Picture this: it’s my first day as the new VP of Marketing at Bango. I sit down at my desk, open my laptop, and start reminding myself of all the promises I’d made in my interview – evolving the value proposition, refining the messaging, building a pipeline.
Then, just as I’m ready to dive in, the news breaks: we’ve acquired another company. No new product features for a while.
Suddenly, everything feels up in the air. How do you reposition a business, refresh the messaging, and inspire the market without something new to sell?
For us, the answer was bigger than the product – it was about creating a category. Instead of fighting for airtime in an old conversation, we redefined the rules, reframed the narrative, and gave the industry a new language: super bundling.
What followed was part chaos, part creativity, and ultimately transformation. Along the way, I learned 11 powerful lessons about what it really takes to build momentum, gain alignment, and carve out space as a category creator.
Let’s dive into our first lesson.
Lesson #1: Spend time on discovery to inform strategy
The first step in creating a new category is discovery. You need a deep understanding of your ideal customer profiles (ICPs), your target market, and the pain points your product solves.
When we did this work, we uncovered some surprising insights. Our biggest competitor wasn’t another company; it was DIY solutions that we had to find a way to outshine.
We also realized that our category (bundling) was about as newsworthy at that time as yesterday’s weather. We needed to spice it up.
That’s the job of discovery: dig deep and unearth the story you’re going to tell.
Lesson #2: Set clear objectives
From there, it’s about setting clear objectives. For us, the first was creating awareness. The business had been around for 25 years, but our new proposition wasn’t well-known. People either didn’t know us at all or knew us for something else entirely.
We had two jobs: attract new prospects and educate the people who already knew us about our new product. On top of that, our pipeline was looking pretty empty; we needed to fix that too.
We also wanted to rework the product name, which had been come up with on the fly, just to get something to market. The broader proposition needed attention as well. Those became our objectives.
Lesson #3: Create leading positioning
We didn’t just want to participate in the market – we wanted to lead it. So, our next step was to create leading positioning.
At that point, we had a basic product name, a market no one was talking about, and a product in need of a clearer definition. Not exactly an ideal launchpad.
So, we dug deeper and surveyed 5,000 US subscribers. What we found gave us the spark we needed.
As you’ve probably noticed, there’s been massive growth in the subscription economy over the last few years. We found that this was creating major subscription fatigue among consumers. They had more subscriptions than they could manage, and yet they still wanted more.
What consumers really wanted was control over their subscriptions. That’s where our product came in. We realized we could give customers control back through something we started calling super bundling – the ability to pay for and manage all your subscriptions in one place.
Mobile operators had long been offering bundling (think about all those “get Netflix free with us” deals), but super bundling was different. Multiple subscriptions, all in one place. That solved a real problem for their customers.
It also weakened our biggest competitor: DIY. The more complex bundling becomes, the harder it is to manage yourself. The more we inspired people with super bundling, the more likely they were to turn to a third party like us.
What started as a comms campaign idea evolved into our positioning. And because no one else was talking about super bundling, we had the chance to position ourselves as the leader.
Lesson #4: If you create the category, you set the rules
Here’s the beauty of creating a category: you get to set the rules. Once we’d framed all our conversations around super bundling, everything started to shift.
It didn’t matter whether we were talking to prospects, existing customers using a different product, or the media. As long as we were explaining super bundling – paying for and managing all your subscriptions in one place – we controlled the conversation.
The effects were immediate. Suddenly, RFQs (requests for quotes) started coming in with “super bundling” written right into them. That term barely existed before, but now people were asking for it by name.
Events we attended began to feature sessions on super bundling – and naturally, we were positioned as the experts to speak about it.
By creating the category, we defined the rules of engagement. We set the meaning, the language, and the narrative. We reinforced this narrative by seeding stories about super bundling across different media channels, pushing the message consistently into the market.
Lesson #5: It’s easier to get buy-in when you tell stories from the consumer perspective
The next lesson is all about perspective. It’s far easier to get buy-in when you tell your story from the consumer’s point of view.
We’re a B2B SaaS company, so we could have focused on our product’s features, functionality, and technical capabilities. But instead, we told a bigger story – the story of a massive problem in the subscription economy that only our product could solve for their users.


Your instructions =>
Find and return every line of the data that contains the word "Clearcut".

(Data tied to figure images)
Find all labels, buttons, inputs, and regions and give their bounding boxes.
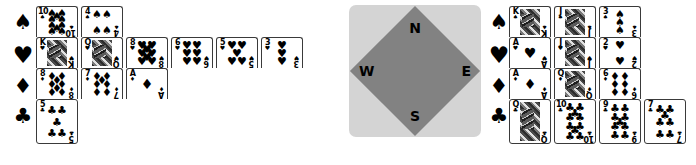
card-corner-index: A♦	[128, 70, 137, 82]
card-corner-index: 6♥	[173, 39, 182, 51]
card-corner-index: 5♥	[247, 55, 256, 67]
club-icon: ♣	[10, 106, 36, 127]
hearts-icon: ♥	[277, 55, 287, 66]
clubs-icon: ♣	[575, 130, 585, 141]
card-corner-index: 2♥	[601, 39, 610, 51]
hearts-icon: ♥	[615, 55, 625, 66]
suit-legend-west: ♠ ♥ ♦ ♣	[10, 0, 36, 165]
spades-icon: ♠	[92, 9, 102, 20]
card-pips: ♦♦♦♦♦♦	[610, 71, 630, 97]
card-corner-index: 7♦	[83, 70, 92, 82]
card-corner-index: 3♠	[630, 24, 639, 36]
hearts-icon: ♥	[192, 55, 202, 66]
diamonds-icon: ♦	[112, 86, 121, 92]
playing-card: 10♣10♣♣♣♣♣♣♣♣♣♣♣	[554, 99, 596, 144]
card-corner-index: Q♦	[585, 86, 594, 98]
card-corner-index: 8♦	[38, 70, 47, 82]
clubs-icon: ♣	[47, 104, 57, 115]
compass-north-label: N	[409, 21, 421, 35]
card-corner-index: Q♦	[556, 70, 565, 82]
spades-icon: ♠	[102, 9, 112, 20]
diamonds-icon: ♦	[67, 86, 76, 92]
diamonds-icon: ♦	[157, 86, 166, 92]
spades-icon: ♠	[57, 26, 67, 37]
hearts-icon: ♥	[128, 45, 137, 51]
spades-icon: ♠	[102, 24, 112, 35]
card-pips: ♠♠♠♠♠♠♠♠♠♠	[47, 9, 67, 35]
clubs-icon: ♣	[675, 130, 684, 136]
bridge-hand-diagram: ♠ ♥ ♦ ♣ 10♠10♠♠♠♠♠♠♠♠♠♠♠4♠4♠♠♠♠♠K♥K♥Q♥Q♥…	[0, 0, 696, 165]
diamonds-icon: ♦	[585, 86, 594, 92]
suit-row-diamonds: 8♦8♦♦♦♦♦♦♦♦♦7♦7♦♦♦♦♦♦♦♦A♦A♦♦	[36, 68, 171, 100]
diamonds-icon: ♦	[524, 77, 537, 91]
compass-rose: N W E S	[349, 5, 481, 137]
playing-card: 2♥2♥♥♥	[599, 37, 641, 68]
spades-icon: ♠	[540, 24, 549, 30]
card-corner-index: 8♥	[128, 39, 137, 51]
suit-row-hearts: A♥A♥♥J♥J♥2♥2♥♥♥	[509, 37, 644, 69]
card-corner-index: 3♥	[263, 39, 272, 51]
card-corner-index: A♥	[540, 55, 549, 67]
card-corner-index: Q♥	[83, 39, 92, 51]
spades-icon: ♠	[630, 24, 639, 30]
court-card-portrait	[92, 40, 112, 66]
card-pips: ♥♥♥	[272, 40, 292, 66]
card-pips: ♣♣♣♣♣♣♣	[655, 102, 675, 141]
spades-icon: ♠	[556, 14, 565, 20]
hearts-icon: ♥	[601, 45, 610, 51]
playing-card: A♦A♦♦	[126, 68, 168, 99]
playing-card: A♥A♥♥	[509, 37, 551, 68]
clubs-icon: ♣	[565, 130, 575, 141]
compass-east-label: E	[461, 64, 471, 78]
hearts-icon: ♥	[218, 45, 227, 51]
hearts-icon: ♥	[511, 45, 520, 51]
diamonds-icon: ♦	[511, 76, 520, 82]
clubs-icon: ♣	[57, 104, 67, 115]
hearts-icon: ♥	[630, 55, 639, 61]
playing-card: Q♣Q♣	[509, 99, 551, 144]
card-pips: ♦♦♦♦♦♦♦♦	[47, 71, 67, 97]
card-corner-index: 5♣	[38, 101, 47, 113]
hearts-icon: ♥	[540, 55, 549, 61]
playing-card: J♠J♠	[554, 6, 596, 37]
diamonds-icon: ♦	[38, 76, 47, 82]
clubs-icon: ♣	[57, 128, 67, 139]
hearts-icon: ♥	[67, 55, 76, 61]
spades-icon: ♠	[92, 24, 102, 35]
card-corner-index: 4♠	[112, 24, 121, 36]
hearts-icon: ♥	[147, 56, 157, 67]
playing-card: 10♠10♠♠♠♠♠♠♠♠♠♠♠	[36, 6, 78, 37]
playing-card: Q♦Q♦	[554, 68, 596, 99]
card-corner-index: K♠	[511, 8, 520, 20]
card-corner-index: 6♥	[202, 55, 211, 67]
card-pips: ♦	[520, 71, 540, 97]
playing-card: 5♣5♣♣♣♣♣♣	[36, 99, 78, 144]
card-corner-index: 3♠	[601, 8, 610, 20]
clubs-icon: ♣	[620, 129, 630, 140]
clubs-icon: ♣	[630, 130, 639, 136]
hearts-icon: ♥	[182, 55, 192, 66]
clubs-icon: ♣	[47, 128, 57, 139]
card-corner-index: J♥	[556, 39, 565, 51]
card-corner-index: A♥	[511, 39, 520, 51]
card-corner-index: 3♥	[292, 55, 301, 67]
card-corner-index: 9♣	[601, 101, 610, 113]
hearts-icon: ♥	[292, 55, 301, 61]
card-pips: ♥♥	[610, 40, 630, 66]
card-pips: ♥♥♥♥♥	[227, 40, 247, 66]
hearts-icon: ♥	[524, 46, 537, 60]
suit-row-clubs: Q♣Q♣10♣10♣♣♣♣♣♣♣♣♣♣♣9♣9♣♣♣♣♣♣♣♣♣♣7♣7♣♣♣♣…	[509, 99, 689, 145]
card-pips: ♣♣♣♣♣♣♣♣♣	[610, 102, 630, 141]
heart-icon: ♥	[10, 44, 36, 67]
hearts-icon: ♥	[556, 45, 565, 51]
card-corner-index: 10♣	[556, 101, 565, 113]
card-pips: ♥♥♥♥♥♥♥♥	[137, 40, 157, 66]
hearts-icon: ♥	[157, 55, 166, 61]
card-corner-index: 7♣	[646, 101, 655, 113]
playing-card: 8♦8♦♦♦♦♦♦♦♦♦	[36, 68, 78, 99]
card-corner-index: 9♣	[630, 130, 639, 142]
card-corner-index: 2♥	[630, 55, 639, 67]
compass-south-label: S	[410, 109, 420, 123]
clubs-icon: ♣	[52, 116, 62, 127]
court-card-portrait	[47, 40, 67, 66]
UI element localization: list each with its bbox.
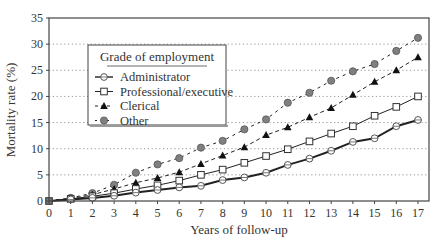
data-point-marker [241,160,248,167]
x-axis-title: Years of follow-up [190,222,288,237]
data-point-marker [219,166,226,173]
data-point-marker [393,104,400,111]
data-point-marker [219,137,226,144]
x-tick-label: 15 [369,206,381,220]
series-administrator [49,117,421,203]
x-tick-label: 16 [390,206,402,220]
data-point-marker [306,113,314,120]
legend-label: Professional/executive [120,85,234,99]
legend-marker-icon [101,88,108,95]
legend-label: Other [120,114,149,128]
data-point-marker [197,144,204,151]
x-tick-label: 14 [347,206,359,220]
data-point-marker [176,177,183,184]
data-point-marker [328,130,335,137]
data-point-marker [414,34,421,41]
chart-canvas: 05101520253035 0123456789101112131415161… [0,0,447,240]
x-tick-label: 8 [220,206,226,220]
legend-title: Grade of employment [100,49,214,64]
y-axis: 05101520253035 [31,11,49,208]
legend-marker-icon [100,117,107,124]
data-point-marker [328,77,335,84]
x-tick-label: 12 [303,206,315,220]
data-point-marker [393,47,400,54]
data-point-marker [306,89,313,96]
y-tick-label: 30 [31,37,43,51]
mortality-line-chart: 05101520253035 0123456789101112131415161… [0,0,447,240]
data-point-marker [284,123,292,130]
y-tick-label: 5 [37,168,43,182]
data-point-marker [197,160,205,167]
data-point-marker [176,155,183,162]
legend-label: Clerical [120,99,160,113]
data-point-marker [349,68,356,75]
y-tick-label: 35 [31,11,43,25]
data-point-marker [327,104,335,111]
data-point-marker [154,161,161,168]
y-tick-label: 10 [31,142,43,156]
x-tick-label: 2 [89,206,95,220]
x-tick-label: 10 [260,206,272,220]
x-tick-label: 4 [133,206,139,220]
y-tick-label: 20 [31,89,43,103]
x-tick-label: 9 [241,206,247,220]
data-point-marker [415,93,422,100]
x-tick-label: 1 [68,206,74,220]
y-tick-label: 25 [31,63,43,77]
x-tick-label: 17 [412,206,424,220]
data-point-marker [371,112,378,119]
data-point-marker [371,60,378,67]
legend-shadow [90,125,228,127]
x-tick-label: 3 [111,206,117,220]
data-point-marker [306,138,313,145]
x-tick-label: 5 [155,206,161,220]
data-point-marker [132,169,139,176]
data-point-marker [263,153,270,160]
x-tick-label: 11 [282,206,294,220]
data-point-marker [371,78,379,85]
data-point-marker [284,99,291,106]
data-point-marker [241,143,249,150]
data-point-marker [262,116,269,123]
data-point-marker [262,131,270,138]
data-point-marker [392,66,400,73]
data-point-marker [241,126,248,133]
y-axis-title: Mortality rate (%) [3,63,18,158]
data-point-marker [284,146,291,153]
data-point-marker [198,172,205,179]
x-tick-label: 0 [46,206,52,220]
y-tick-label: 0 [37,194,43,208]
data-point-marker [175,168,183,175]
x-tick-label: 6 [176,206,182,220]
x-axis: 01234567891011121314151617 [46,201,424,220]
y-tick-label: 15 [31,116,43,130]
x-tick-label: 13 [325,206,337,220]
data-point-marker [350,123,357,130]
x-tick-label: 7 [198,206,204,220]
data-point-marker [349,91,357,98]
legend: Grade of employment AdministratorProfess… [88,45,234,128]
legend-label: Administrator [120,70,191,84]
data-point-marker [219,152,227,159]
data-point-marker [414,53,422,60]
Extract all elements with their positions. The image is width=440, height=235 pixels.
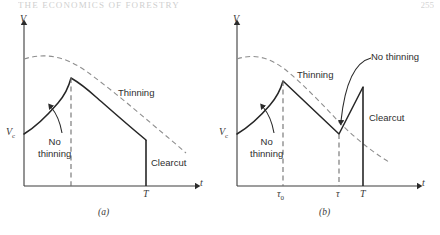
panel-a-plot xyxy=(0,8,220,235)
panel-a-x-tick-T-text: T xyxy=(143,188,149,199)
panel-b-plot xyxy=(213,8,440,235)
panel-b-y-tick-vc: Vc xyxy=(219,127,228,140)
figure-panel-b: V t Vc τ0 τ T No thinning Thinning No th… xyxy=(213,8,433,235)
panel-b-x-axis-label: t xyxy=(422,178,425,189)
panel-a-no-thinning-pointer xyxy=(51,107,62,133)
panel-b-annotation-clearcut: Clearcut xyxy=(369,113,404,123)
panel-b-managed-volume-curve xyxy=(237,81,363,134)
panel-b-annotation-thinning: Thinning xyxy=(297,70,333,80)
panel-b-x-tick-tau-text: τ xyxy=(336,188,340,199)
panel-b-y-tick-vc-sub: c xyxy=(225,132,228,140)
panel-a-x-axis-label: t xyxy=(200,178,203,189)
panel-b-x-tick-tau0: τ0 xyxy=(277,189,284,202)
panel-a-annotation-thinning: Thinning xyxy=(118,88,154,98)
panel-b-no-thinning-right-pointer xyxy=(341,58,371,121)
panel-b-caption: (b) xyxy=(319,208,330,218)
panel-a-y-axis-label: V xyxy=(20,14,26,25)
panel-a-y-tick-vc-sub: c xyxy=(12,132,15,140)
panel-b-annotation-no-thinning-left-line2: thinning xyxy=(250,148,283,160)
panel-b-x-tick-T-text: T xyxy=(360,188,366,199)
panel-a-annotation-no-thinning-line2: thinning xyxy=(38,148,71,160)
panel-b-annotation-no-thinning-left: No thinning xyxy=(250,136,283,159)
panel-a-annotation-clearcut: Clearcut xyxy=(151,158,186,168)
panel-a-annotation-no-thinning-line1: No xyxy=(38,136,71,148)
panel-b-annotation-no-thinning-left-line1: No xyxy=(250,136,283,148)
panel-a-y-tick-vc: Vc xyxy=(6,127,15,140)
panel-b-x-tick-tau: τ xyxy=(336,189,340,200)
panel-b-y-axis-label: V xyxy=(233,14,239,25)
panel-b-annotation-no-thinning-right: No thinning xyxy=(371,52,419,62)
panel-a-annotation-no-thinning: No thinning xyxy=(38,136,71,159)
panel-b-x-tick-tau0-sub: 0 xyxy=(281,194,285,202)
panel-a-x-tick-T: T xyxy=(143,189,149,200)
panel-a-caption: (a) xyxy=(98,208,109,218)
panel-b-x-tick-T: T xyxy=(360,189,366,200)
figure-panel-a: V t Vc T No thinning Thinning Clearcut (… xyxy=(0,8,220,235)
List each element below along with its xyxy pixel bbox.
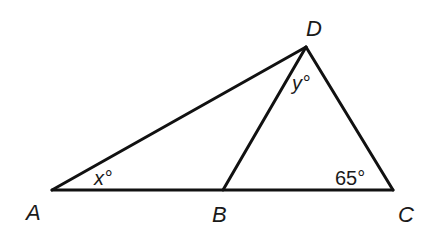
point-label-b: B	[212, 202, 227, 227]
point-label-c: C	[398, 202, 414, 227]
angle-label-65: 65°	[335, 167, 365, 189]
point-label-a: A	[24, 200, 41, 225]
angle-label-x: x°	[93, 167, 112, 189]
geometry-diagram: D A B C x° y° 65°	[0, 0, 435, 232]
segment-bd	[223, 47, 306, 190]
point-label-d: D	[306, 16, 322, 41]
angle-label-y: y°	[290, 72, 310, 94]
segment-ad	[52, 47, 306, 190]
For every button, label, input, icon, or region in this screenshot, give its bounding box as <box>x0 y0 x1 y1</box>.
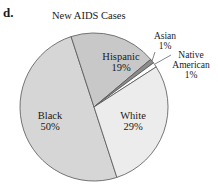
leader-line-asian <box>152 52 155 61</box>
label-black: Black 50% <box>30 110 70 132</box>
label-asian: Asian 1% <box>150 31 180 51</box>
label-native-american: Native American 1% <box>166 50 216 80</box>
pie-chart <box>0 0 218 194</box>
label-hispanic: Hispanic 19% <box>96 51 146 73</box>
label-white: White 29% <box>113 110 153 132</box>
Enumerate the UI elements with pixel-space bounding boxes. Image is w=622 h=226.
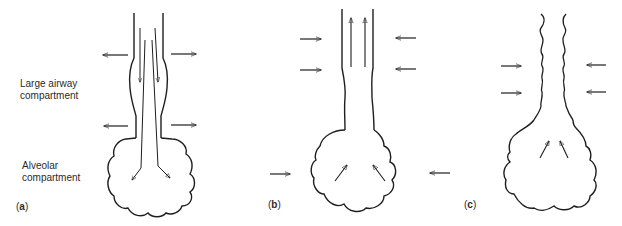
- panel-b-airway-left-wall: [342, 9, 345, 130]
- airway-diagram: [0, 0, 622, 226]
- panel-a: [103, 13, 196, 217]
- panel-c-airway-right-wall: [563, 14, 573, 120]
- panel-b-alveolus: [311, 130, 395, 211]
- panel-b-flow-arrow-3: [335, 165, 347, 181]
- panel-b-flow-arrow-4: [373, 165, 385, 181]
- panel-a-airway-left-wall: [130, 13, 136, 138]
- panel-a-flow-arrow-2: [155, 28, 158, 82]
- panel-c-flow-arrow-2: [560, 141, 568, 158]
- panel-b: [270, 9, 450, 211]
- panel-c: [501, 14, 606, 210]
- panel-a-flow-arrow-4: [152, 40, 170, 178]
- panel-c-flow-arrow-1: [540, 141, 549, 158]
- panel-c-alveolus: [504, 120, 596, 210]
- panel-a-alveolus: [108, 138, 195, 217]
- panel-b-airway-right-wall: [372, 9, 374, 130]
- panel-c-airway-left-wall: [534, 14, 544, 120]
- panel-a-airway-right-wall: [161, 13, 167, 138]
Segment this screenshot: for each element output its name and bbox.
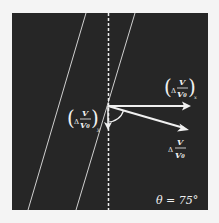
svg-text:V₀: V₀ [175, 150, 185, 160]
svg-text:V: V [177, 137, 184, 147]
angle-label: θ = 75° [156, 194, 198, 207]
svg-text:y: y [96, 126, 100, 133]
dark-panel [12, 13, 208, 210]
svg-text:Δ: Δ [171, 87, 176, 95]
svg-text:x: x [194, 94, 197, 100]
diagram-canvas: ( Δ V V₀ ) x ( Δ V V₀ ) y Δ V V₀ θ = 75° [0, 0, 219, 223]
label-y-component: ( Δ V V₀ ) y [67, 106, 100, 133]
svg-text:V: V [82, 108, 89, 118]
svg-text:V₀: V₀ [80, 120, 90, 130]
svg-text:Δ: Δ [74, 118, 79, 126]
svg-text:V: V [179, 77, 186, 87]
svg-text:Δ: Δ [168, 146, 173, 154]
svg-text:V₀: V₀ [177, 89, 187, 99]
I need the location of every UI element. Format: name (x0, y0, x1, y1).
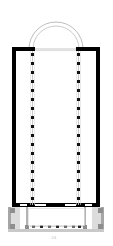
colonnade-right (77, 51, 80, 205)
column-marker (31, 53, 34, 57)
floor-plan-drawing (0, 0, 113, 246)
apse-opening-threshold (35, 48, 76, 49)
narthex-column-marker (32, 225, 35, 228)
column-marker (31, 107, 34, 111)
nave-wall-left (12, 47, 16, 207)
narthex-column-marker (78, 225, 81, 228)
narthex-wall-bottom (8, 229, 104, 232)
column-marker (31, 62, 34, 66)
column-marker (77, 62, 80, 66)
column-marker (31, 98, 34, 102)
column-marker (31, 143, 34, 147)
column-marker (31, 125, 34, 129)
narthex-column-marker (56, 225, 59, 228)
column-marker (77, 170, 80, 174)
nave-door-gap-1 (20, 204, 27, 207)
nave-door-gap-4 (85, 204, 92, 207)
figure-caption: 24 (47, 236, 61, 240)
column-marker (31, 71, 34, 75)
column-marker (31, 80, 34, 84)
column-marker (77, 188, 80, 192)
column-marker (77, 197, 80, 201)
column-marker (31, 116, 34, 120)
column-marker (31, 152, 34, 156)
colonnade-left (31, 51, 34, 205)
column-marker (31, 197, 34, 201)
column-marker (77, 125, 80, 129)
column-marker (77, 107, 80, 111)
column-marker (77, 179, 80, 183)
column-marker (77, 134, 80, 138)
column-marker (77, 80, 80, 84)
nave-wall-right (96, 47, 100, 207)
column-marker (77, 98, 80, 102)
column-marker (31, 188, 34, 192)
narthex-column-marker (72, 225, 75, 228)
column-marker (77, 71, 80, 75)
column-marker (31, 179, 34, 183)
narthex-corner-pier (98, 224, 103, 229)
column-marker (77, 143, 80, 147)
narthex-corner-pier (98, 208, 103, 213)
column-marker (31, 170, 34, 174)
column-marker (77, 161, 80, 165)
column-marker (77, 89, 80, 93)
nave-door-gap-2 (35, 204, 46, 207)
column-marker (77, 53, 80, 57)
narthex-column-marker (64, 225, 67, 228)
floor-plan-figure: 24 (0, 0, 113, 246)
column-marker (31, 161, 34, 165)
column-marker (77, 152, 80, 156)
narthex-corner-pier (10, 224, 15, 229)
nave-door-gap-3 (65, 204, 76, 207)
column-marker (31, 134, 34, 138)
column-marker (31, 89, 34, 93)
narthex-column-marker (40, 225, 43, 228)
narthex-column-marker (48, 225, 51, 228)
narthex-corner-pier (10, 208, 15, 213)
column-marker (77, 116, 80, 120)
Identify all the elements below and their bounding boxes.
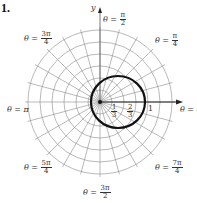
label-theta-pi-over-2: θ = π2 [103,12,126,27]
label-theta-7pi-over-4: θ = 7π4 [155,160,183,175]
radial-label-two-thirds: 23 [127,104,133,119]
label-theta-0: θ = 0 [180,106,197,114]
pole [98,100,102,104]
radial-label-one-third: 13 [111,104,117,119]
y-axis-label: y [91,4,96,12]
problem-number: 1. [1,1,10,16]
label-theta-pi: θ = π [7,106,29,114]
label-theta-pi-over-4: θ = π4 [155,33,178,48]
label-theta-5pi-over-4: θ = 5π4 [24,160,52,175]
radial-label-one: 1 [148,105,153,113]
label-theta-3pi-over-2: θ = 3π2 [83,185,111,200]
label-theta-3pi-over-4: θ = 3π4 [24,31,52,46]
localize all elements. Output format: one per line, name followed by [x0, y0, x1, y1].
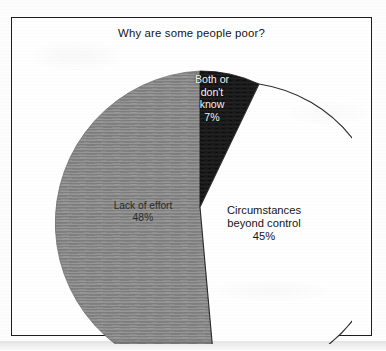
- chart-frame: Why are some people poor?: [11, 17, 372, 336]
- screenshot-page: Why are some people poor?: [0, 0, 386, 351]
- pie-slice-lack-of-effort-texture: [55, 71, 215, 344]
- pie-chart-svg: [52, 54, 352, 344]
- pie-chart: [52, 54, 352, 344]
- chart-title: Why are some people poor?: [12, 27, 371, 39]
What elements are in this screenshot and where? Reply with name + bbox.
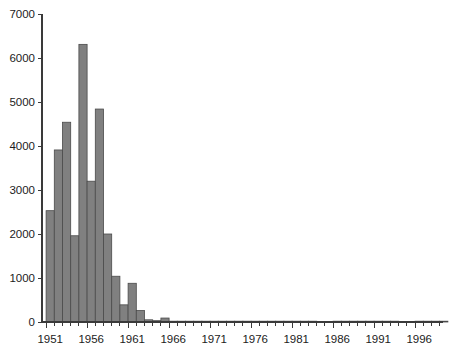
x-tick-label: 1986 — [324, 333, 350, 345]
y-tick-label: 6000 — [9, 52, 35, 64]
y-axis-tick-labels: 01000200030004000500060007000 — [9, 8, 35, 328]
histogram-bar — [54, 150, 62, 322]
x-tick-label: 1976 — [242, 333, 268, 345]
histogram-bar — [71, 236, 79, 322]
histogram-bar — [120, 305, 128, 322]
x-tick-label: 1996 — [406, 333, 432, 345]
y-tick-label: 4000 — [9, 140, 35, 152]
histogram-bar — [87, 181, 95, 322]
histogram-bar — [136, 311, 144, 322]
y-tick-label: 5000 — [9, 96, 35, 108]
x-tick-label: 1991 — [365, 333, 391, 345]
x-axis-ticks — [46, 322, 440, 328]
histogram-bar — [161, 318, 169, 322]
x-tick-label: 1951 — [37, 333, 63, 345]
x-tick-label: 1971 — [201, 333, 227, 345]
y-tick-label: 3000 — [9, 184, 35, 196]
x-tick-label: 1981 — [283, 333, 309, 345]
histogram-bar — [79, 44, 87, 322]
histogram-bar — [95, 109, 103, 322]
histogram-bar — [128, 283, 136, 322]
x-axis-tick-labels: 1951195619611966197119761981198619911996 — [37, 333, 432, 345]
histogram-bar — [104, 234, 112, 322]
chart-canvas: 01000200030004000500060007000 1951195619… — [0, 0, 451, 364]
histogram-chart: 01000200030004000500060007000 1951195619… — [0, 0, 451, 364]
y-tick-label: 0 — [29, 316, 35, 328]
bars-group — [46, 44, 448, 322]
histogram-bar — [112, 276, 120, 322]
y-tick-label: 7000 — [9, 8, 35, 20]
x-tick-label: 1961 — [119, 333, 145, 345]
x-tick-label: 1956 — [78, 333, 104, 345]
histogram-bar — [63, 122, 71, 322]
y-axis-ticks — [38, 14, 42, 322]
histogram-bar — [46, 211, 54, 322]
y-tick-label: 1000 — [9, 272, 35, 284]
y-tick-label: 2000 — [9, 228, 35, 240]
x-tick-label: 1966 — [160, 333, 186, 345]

Your solution =>
panel-b-annotation-clearcut: Clearcut xyxy=(369,113,404,123)
panel-a-annotation-clearcut: Clearcut xyxy=(151,158,186,168)
figure-panel-a: V t Vc T No thinning Thinning Clearcut (… xyxy=(0,8,220,235)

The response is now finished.